Sunday, August 31, 2014

A Yellow Tablet Surrounded by Laptops

My colleague to my right sat down and pulled out a silver HP laptop.

Then another sat across from me. "Ready for another meeting?" she said and opened up another HP laptop. A third, pulled out a chair at the long nondescript conference table, laughed at the comment and opened up her HP. Triplets. After she keyed her password, she pulled a smartphone out of her purse and placed it alongside the laptop. Multi-tasking, As I looked around, I noted there was more raw computer power in the room than all of NASA during the Apollo 11 mission. We were working on a PowerPoint presentation for the next day's inservice meeting. Apollo 11 landed Armstrong and Aldrin on the moon.

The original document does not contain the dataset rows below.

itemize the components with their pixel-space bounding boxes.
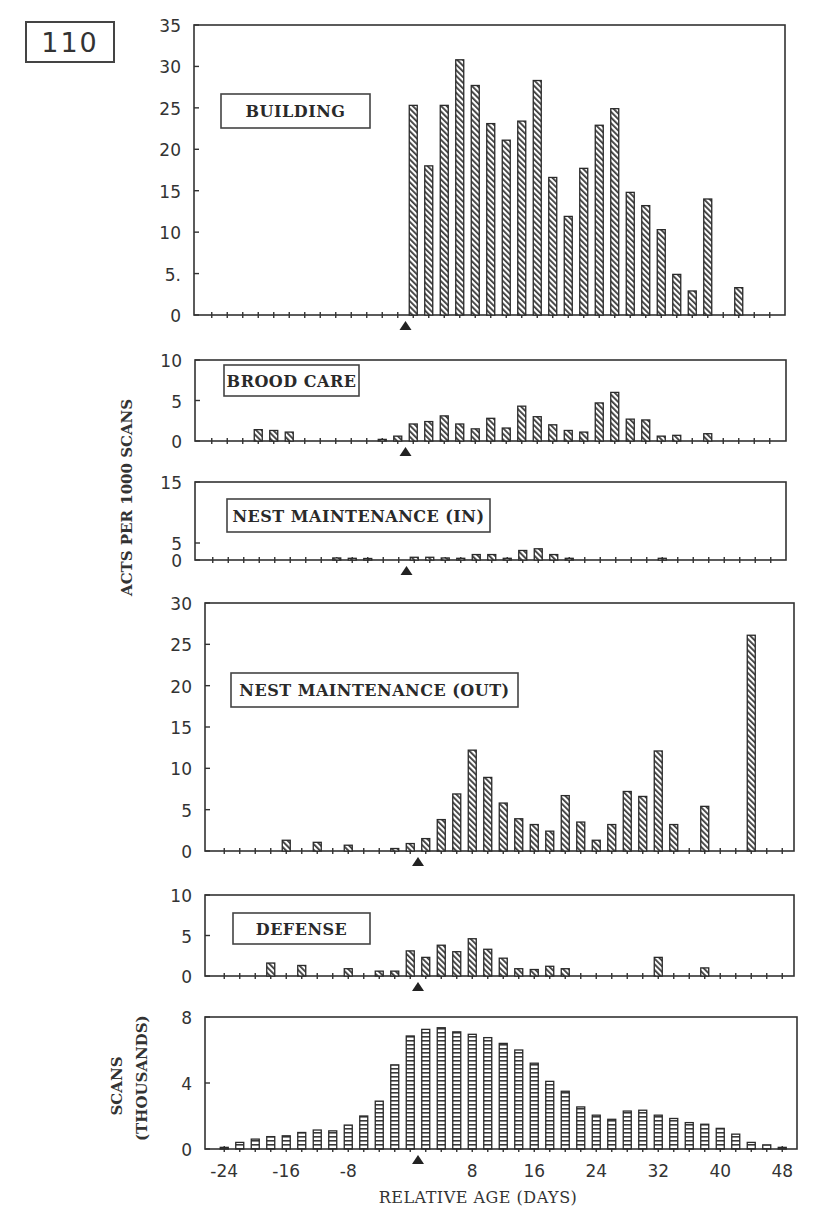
bar: [611, 109, 619, 315]
bar: [639, 796, 647, 851]
chart-panels: 05.101520253035BUILDING 0510BROOD CARE 0…: [0, 0, 817, 1222]
bar: [670, 1118, 678, 1149]
bar: [778, 1147, 786, 1149]
y-tick-label: 10: [170, 886, 192, 906]
bar: [375, 971, 383, 976]
bar: [565, 558, 573, 560]
bar: [282, 1136, 290, 1149]
y-tick-label: 5.: [165, 265, 181, 285]
y-tick-label: 25: [159, 99, 181, 119]
bar: [499, 803, 507, 851]
bar: [270, 430, 278, 441]
bar: [329, 1131, 337, 1149]
bar: [515, 819, 523, 851]
x-tick-label: -24: [210, 1161, 238, 1181]
bar: [344, 1125, 352, 1149]
bar: [515, 969, 523, 976]
panel-brood-care: 0510BROOD CARE: [160, 351, 786, 456]
panel-title: DEFENSE: [256, 920, 348, 939]
bar: [484, 777, 492, 851]
bar: [561, 1091, 569, 1149]
bar: [642, 206, 650, 315]
panel-title: BROOD CARE: [227, 372, 357, 391]
bar: [763, 1145, 771, 1149]
y-tick-label: 5: [181, 927, 192, 947]
y-tick-label: 20: [159, 140, 181, 160]
bar: [471, 429, 479, 441]
bar: [453, 794, 461, 851]
bar: [267, 963, 275, 976]
bar: [654, 751, 662, 851]
bar: [534, 549, 542, 560]
bar: [530, 970, 538, 976]
bar: [313, 1130, 321, 1149]
bar: [519, 550, 527, 560]
y-tick-label: 0: [171, 551, 182, 571]
bar: [267, 1137, 275, 1149]
bar: [654, 957, 662, 976]
y-tick-label: 0: [181, 1140, 192, 1160]
bar: [502, 428, 510, 441]
bar: [499, 958, 507, 976]
y-tick-label: 5: [181, 801, 192, 821]
bar: [549, 425, 557, 441]
eclosion-marker-icon: [400, 321, 412, 330]
bar: [670, 825, 678, 851]
bar: [577, 822, 585, 851]
bar: [580, 168, 588, 315]
eclosion-marker-icon: [412, 982, 424, 991]
bar: [701, 806, 709, 851]
bar: [673, 274, 681, 315]
bar: [657, 230, 665, 315]
panel-building: 05.101520253035BUILDING: [159, 16, 785, 330]
bar: [623, 791, 631, 851]
bar: [550, 555, 558, 560]
y-tick-label: 10: [159, 223, 181, 243]
y-tick-label: 15: [160, 473, 182, 493]
bar: [360, 1116, 368, 1149]
bar: [530, 825, 538, 851]
eclosion-marker-icon: [401, 566, 413, 575]
panel-nest-maintenance-out: 051015202530NEST MAINTENANCE (OUT): [170, 594, 794, 866]
bar: [608, 1119, 616, 1149]
panel-title: BUILDING: [246, 102, 346, 121]
bar: [735, 288, 743, 315]
bar: [254, 430, 262, 441]
bar: [333, 558, 341, 560]
bar: [440, 416, 448, 441]
bar: [344, 969, 352, 976]
bar: [626, 419, 634, 441]
bar: [344, 845, 352, 851]
bar: [502, 140, 510, 315]
bar: [422, 1029, 430, 1149]
bar: [437, 1028, 445, 1149]
bar: [487, 418, 495, 441]
y-tick-label: 15: [159, 182, 181, 202]
panel-defense: 0510DEFENSE: [170, 886, 794, 991]
bar: [549, 177, 557, 315]
bar: [701, 1124, 709, 1149]
bar: [716, 1128, 724, 1149]
bar: [701, 968, 709, 976]
bar: [409, 424, 417, 441]
bar: [704, 434, 712, 441]
y-tick-label: 30: [159, 57, 181, 77]
bar: [251, 1139, 259, 1149]
bar: [425, 422, 433, 441]
bar: [642, 420, 650, 441]
x-tick-label: 48: [771, 1161, 793, 1181]
bar: [426, 557, 434, 560]
bar: [747, 635, 755, 851]
bar: [406, 844, 414, 851]
bar: [453, 1032, 461, 1149]
bar: [348, 558, 356, 560]
x-tick-label: 24: [585, 1161, 607, 1181]
y-tick-label: 0: [181, 967, 192, 987]
bar: [440, 105, 448, 315]
bar: [456, 424, 464, 441]
bar: [409, 105, 417, 315]
bar: [685, 1123, 693, 1149]
panel-title: NEST MAINTENANCE (IN): [232, 507, 484, 526]
x-tick-label: -8: [340, 1161, 357, 1181]
y-tick-label: 10: [170, 759, 192, 779]
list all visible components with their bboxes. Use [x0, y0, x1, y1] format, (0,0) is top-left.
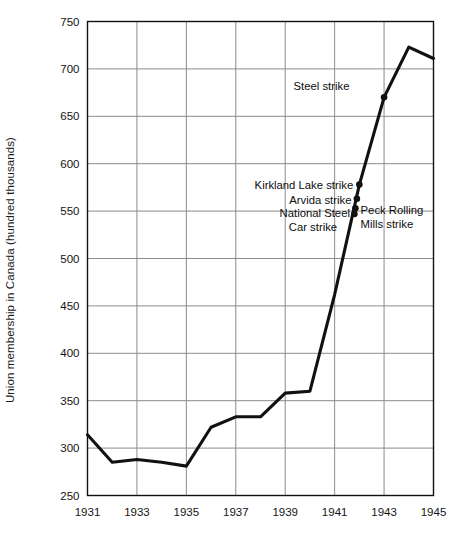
- y-tick-label: 600: [60, 158, 79, 170]
- annotation-label: National Steel: [280, 207, 350, 219]
- y-axis-tick-labels: 250300350400450500550600650700750: [60, 16, 79, 502]
- annotation-label: Arvida strike: [289, 194, 351, 206]
- event-marker: [381, 94, 388, 101]
- y-tick-label: 400: [60, 347, 79, 359]
- strike-annotations: Steel strikeKirkland Lake strikeArvida s…: [255, 80, 424, 233]
- x-tick-label: 1939: [272, 506, 298, 518]
- y-tick-label: 350: [60, 395, 79, 407]
- annotation-label: Peck Rolling: [361, 204, 424, 216]
- event-marker: [356, 181, 363, 188]
- plot-area-wrapper: 250300350400450500550600650700750 193119…: [0, 0, 464, 540]
- x-tick-label: 1937: [223, 506, 249, 518]
- annotation-label: Kirkland Lake strike: [255, 179, 354, 191]
- series-line: [88, 47, 434, 466]
- chart-container: Union membership in Canada (hundred thou…: [0, 0, 464, 540]
- y-tick-label: 250: [60, 490, 79, 502]
- y-tick-label: 500: [60, 253, 79, 265]
- annotation-label: Steel strike: [294, 80, 350, 92]
- y-tick-label: 550: [60, 205, 79, 217]
- x-axis-tick-labels: 19311933193519371939194119431945: [75, 506, 447, 518]
- x-tick-label: 1935: [174, 506, 200, 518]
- strike-event-markers: [351, 94, 387, 217]
- annotation-label: Car strike: [289, 221, 337, 233]
- x-tick-label: 1945: [421, 506, 447, 518]
- x-tick-label: 1933: [124, 506, 150, 518]
- event-marker: [351, 211, 358, 218]
- y-tick-label: 750: [60, 16, 79, 28]
- x-tick-label: 1941: [322, 506, 348, 518]
- data-line-series: [88, 47, 434, 466]
- y-tick-label: 450: [60, 300, 79, 312]
- horizontal-gridlines: [88, 69, 434, 448]
- annotation-label: Mills strike: [361, 218, 414, 230]
- x-tick-label: 1931: [75, 506, 101, 518]
- y-tick-label: 300: [60, 442, 79, 454]
- y-tick-label: 700: [60, 63, 79, 75]
- line-chart-svg: 250300350400450500550600650700750 193119…: [0, 0, 464, 540]
- x-tick-label: 1943: [371, 506, 397, 518]
- event-marker: [352, 205, 359, 212]
- y-tick-label: 650: [60, 110, 79, 122]
- event-marker: [354, 195, 361, 202]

I pulled out my yellow tablet.

To be honest, I bring a laptop to meetings when I think I need to do a lot of writing, but I'd rather not. I'm a quick typist, so too often when I am in typing cruise mode the words go in the ears and out the fingers without engaging the brain. Laptop-induced notes go on for pages and pages and have been prescribed as a natural sleep aid. Afterwards, if I do look at the notes, it's as if I wasn't at the meeting at all: "We agreed to do what?"

My meeting recording device of is the Pilot G2 retractable rollerball pen (blue, not black, green or purple). I love that pen. I use it to scribble notes, record main ideas, recall people to contact, and connect disparate parts of the meeting with a shorthand of circles, arrows, stars and checks that make sense to me and mystifies my HP neighbors. Because the notes are cryptic and, ok, sometimes a little messy, I transfer them to other sheets and notes by the end of the day. That's a newspaper reporter habit: review the notes while they are still fresh. When that's done, I staple the translation to the original. Mission accomplished.

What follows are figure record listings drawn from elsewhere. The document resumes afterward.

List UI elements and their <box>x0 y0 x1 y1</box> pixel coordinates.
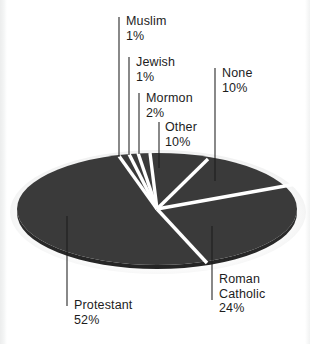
slice-label-roman-catholic-name-line2: Catholic <box>219 287 265 302</box>
slice-label-roman-catholic: Roman Catholic 24% <box>219 272 265 316</box>
slice-label-roman-catholic-name-line1: Roman <box>219 272 265 287</box>
slice-label-mormon: Mormon 2% <box>146 91 193 120</box>
slice-label-protestant-value: 52% <box>74 313 132 328</box>
pie-chart-figure: Muslim 1% Jewish 1% Mormon 2% Other 10% … <box>0 0 310 344</box>
slice-label-other-value: 10% <box>165 135 197 150</box>
slice-label-muslim: Muslim 1% <box>126 14 166 43</box>
slice-label-none-name: None <box>222 66 252 81</box>
slice-label-none-value: 10% <box>222 81 252 96</box>
slice-label-roman-catholic-value: 24% <box>219 301 265 316</box>
slice-label-muslim-name: Muslim <box>126 14 166 29</box>
slice-label-protestant: Protestant 52% <box>74 298 132 327</box>
slice-label-other: Other 10% <box>165 120 197 149</box>
slice-label-none: None 10% <box>222 66 252 95</box>
slice-label-other-name: Other <box>165 120 197 135</box>
slice-label-muslim-value: 1% <box>126 29 166 44</box>
slice-label-mormon-name: Mormon <box>146 91 193 106</box>
slice-label-jewish-value: 1% <box>136 70 175 85</box>
slice-label-jewish-name: Jewish <box>136 55 175 70</box>
slice-label-protestant-name: Protestant <box>74 298 132 313</box>
slice-label-mormon-value: 2% <box>146 106 193 121</box>
slice-label-jewish: Jewish 1% <box>136 55 175 84</box>
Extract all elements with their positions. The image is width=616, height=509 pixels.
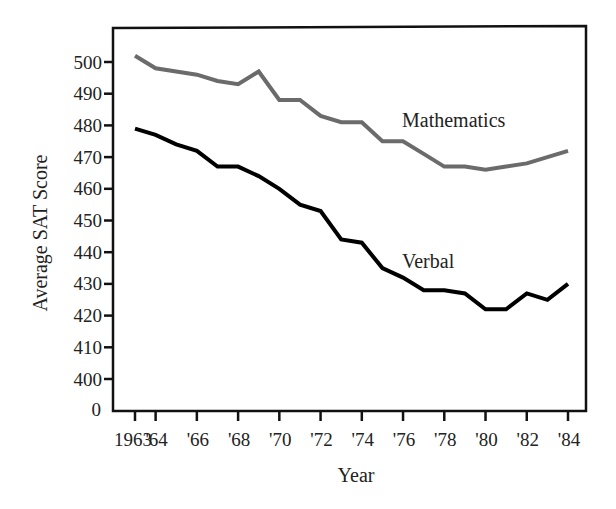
- plot-frame: [113, 26, 586, 411]
- x-tick-label: '72: [310, 429, 332, 450]
- y-tick-label: 480: [74, 115, 103, 136]
- x-tick-label: '68: [228, 429, 250, 450]
- series-label-mathematics: Mathematics: [402, 109, 506, 131]
- x-axis-title: Year: [338, 464, 375, 486]
- x-tick-label: '74: [352, 429, 375, 450]
- x-tick-label: '78: [434, 429, 456, 450]
- x-tick-label: '70: [269, 429, 291, 450]
- sat-score-chart: 4004104204304404504604704804905000 1963'…: [0, 0, 616, 509]
- series-line-verbal: [135, 129, 568, 310]
- x-tick-label: '66: [187, 429, 209, 450]
- plot-border: [113, 26, 586, 411]
- y-tick-label: 400: [74, 369, 103, 390]
- x-tick-label: '80: [475, 429, 497, 450]
- y-tick-label: 500: [74, 52, 103, 73]
- y-tick-label: 420: [74, 305, 103, 326]
- y-tick-label: 430: [74, 273, 103, 294]
- x-tick-label: '82: [517, 429, 539, 450]
- y-tick-label-zero: 0: [92, 399, 102, 420]
- series-lines: [135, 56, 568, 310]
- y-tick-label: 440: [74, 242, 103, 263]
- x-tick-label: '76: [393, 429, 415, 450]
- series-label-verbal: Verbal: [402, 250, 455, 272]
- y-tick-label: 490: [74, 83, 103, 104]
- y-tick-label: 460: [74, 178, 103, 199]
- y-tick-label: 470: [74, 147, 103, 168]
- x-axis-ticks: 1963'64'66'68'70'72'74'76'78'80'82'84: [114, 411, 581, 450]
- y-axis-title: Average SAT Score: [29, 154, 52, 311]
- x-tick-label: '64: [145, 429, 168, 450]
- x-tick-label: '84: [558, 429, 581, 450]
- y-tick-label: 410: [74, 337, 103, 358]
- y-tick-label: 450: [74, 210, 103, 231]
- y-axis-ticks: 4004104204304404504604704804905000: [74, 52, 114, 421]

I find that handwritten notes engage the brain at a deeper level than do typed notes. The action of picking up a pen and decoding information into the hieroglyphics we call letters creates active neural pathways where learning and retention circle about. The best, most effective learning travels through active neurons, not those who have put up their toes for the night. This summer, I read that players of the Cleveland Browns were given e-tablets in training camp for play books and for film study, but those e-fads were banned from meeting rooms by first-year head coach Mike Pettine. Instead at each seat lay the old-fashioned pencil and paper. Pettine told the Wall Street Journal, "To write is to learn. When you write stuff down, you have a much higher chance of it getting imprinted on your brain"

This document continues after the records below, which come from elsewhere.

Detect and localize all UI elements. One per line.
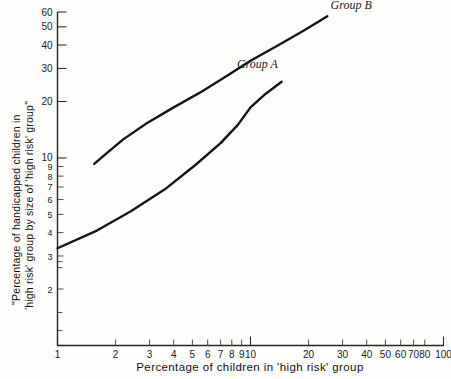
data-series-group (58, 16, 328, 248)
x-tick-label: 60 (395, 349, 407, 360)
x-tick-label: 1 (55, 349, 61, 360)
x-axis-ticks: 1234567891020304050607080100 (55, 337, 451, 360)
x-tick-label: 10 (245, 349, 257, 360)
log-log-line-chart: 23456789102030405060 1234567891020304050… (0, 0, 451, 379)
y-tick-label: 9 (47, 162, 52, 172)
y-tick-label: 50 (41, 21, 53, 32)
x-tick-label: 6 (205, 349, 211, 360)
x-tick-label: 3 (147, 349, 153, 360)
x-tick-label: 40 (361, 349, 373, 360)
x-tick-label: 70 (408, 349, 420, 360)
y-tick-label: 4 (47, 228, 52, 238)
x-tick-label: 80 (419, 349, 431, 360)
y-axis-title-line2: 'high risk' group by size of 'high risk'… (23, 101, 35, 310)
series-label-group-a: Group A (237, 57, 279, 71)
x-tick-label: 30 (337, 349, 349, 360)
x-tick-label: 2 (113, 349, 119, 360)
series-annotations: Group AGroup B (237, 0, 373, 71)
series-label-group-b: Group B (331, 0, 373, 12)
series-curve-group-b (94, 16, 327, 164)
y-tick-label: 20 (41, 96, 53, 107)
y-axis-ticks: 23456789102030405060 (41, 7, 66, 346)
x-tick-label: 8 (229, 349, 235, 360)
y-axis-title-line1: "Percentage of handicapped children in (10, 114, 22, 305)
y-tick-label: 3 (47, 252, 52, 262)
y-tick-label: 7 (47, 182, 52, 192)
y-tick-label: 10 (41, 152, 53, 163)
y-tick-label: 2 (47, 285, 52, 295)
y-tick-label: 8 (47, 172, 52, 182)
x-tick-label: 50 (380, 349, 392, 360)
y-tick-label: 40 (41, 40, 53, 51)
x-tick-label: 100 (435, 349, 451, 360)
x-axis-title: Percentage of children in 'high risk' gr… (136, 361, 363, 373)
x-tick-label: 20 (303, 349, 315, 360)
y-tick-label: 60 (41, 7, 53, 18)
y-tick-label: 5 (47, 210, 52, 220)
y-tick-label: 30 (41, 63, 53, 74)
x-tick-label: 4 (171, 349, 177, 360)
x-tick-label: 5 (190, 349, 196, 360)
x-tick-label: 7 (218, 349, 224, 360)
y-tick-label: 6 (47, 195, 52, 205)
series-curve-group-a (58, 82, 282, 249)
chart-page: 23456789102030405060 1234567891020304050… (0, 0, 451, 379)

Coaches know this. Teachers know this. Even those in my meeting of the day knew this if they gave the notion an unplugged moment of thought. That is why a best practice is to encourage and plan for notebooks and notetaking in the classroom rather than passive input through a keyboard. Technology works in many classroom activities, but note taking is not one of them. Not if the purpose of the presentation is to actually learn something. Of course in meetings, it's usually just toes up.